If California seemed that impossibly far away to me, you can only imagine that Hawaii might as well have been on another planet.  Hawaii, I knew, was a place you had to fly to.  We didn't have flying money.  Our family only had driving money.  And there were no roads or Texaco gas stations in the Pacific ocean.  No, you had to get there in an airplane.  Hawaii was a place better people went to.  Wealthy people, movie stars, and people that won trips on "The Price Is Right."

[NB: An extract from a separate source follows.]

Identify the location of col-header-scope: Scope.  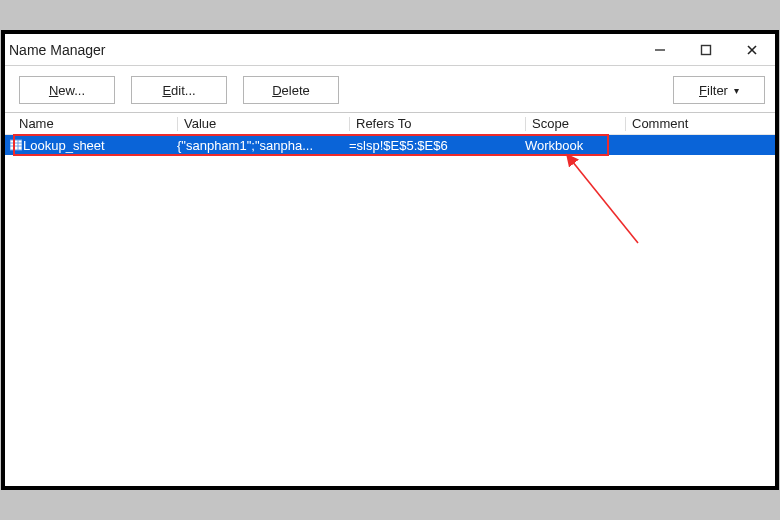
(575, 124).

But just like Monetta Dardanis made it to California, someone else we knew went to Hawaii.  Our next door neighbor of all people.  And they brought back the most marvelous souvenirs.  Black lava figurines in the shape of Polynesian maidens and ferocious tikis.  Like the one that tormented the Brady Bunch on their Hawaiian trip causing African shields to fall off of hotel room walls.  These objects had great power and allure; they were treasures in the truest sense.  My family never made it to Hawaii, and I would be in my thirties before I made my first trip.  Having arrived at last, I was saddened to find that all those wonderful figurines were no longer sold.  I began collecting them from Ebay.  And the more figures I collected, the more I wondered why in the world no one was making them anymore.  I determined that if I should ever have the means, I would try to bring them back.

And so the project began.  The first prototype was presented in 2008 -  a model for a dashboard hula nodder.  Since then it has been sidetracked a few times, but never neglected for long.  When we partnered with Gentle Giant in 2012 we finally had the right team together to get the job done.  From there the project moved quickly and the first samples of two figures debuted at the 2013 San Diego Comic Con.  Maile, the pineapple girl, and bikini-clad Kiele, fresh from a tropical pool.

 

 

 

 

And now they're finally here for sale: the first two in a series of Polynesian figures that evoke times gone by.  Maile and Kiele.  Standing over seven and eight inches tall, respectively, their glossy black curves harken back to the lava souvenir figurines from the '60s and '70s.  Unlike most of those statues which were made in a one-piece mold and viewable only from the front, ours are fully dimensional.  During paint mastering the artists at Gentle Giant noticed that the figures we provided for reference, having been around for 40 or more years, all had a little bit of dust hiding in the crevices where fingers couldn't wipe it away.  So they carefully airbrushed a little simulated dust onto our prototypes.  We were so taken with the idea we decided to make that slightly dusty version our Comic Con variant.  Take one or both home and let their beguiling smiles lead you to enchanted places.  Available only in San Diego and later in our online store (while supplies last), Maile and Kiele come in their own individual boxes designed by Jessica Steele and featuring new artwork evoking Polynesian menus from the Disneyland I visited so long ago.